Sometimes overlooked in favour of the celebrated Suffolk greats of Bury St Edmunds and Ipswich, Stowmarket is not without its own charm and illustrious history.

East Anglian Daily Times: Guncotton ExplosionGuncotton Explosion (Image: Archant)

Steve Williams, chairman of the Stowmarket Local History Group, highlights 10 things you probably didn’t know about the town.

1 Stowmarket’s Memorial Gates dedication service in 1920 had one of the early snippets of newsreel film dedicated to it and was shown in the early cinemas across the county.

2 Of all the names of the brave men from all three services who died in both the First and Second World Wars listed on the plaques, there is only one female who is also the only civilian mentioned as one of the War dead. She was Mrs Rhoda Farrow who was unfortunate to be the only fatality in the town during the whole of the Second World War. She had just seen her son off from Stowmarket Railway Station to go back to his RAF unit near Manchester and returned to her Kensington Road house just as bombs were dropped, destroying the old Congregational Church in Ipswich Street, as well as her house immediately behind the church.

3 The top of St Mary-le-Tower’s tower in Ipswich is roughly the same height above sea level as the River Gipping near Stowmarket Station.

4 The Rev. Thomas Young, who was the poet, John Milton’s tutor at Cambridge, was vicar at Stowmarket in the 1600s and was also the person who invited and paid for Matthew Hopkins, the ‘Witchfinder General’, to come to the town. He was reported to have found two unfortunate women that were tried as witches.

5The ‘tonic sol-fa’ (doe, ray, me, far, so, la, tee, doe, - as used in the ‘Sound of Music’ film) music notation system was devised by John Curwen in 1841–42, while he was minister of Stowmarket’ Congregational Church.

6 The Rev. Thomas Young, who was the poet, John Milton’s tutor at Cambridge, was vicar at Stowmarket in the 1600s and was also the person who invited and paid for Matthew Hopkins, the ‘Witchfinder General’, to come to the town. He was reported to have found two unfortunate women that were tried as witches.

7 The original place name for this settlement was Thorney, which means ‘isle of thorns’, a distinction it shares with the site of Westminster Palace and Cathedral in London. It originally denoted a safe crossing place through marshland and rivers etc. However, due to the fact that in the 12th Century the town was granted a licence to hold a market for the hundred of Stow (which means the place), the place quickly became known as Stow’s – market and simplified to what it is today.

8The team gathered together by a government directive to investigate the causes of the ‘Guncotton Explosion’ of Friday August 11, 1871, has been acknowledged as being the official start of the ‘forensic science’ department that is used on many crime scenes today. Two explosions occurred at Prentice’s Gun Cotton factory which killed 28 people, mostly workers at the factory but also some people who had run to the factory after the first explosion and who were caught in the second explosion, including two members of the Prentice Family.

9 When the railway was first brought to Stowmarket in the 1840s, the track layers encounted many problems as they approached the site near to the where the station now is situated. They would lay several metres of track only to return a day or so later to find their work had disappeared completely into the boggy ground and hopelessly un-recoverable. This happened more than once and so a way had to be found to ‘float’ the rails over this large section using thousands of faggots of willow staves and osiers and combined with vast quantities of soil from the surrounding countryside. The mission was successfully completed by 1844.

10 From the late eighteenth through to the early twentieth Centuries, Stowmarket was second only to Burton-on-Trent for its malt product output. At its height the town had seventeen maltings scattered around the town, with the bulk of them along the river bank.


-- What needs to be done --
From the first line to the last, restate every record word for word, leaving out the pictures.

Start of Data shown

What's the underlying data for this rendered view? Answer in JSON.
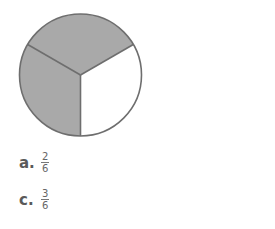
{
  "diagram": {
    "type": "fraction-circle",
    "parts": 3,
    "shaded_parts": 2,
    "colors": {
      "shaded": "#a9a9a9",
      "unshaded": "#ffffff",
      "stroke": "#6e6e6e"
    }
  },
  "options": [
    {
      "label": "a.",
      "numerator": "2",
      "denominator": "6"
    },
    {
      "label": "c.",
      "numerator": "3",
      "denominator": "6"
    }
  ]
}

End of Data shown

-- Result below --
What's the underlying data for this rendered view? Answer in JSON.
{
  "diagram": {
    "type": "fraction-circle",
    "parts": 3,
    "shaded_parts": 2,
    "colors": {
      "shaded": "#a9a9a9",
      "unshaded": "#ffffff",
      "stroke": "#6e6e6e"
    }
  },
  "options": [
    {
      "label": "a.",
      "numerator": "2",
      "denominator": "6"
    },
    {
      "label": "c.",
      "numerator": "3",
      "denominator": "6"
    }
  ]
}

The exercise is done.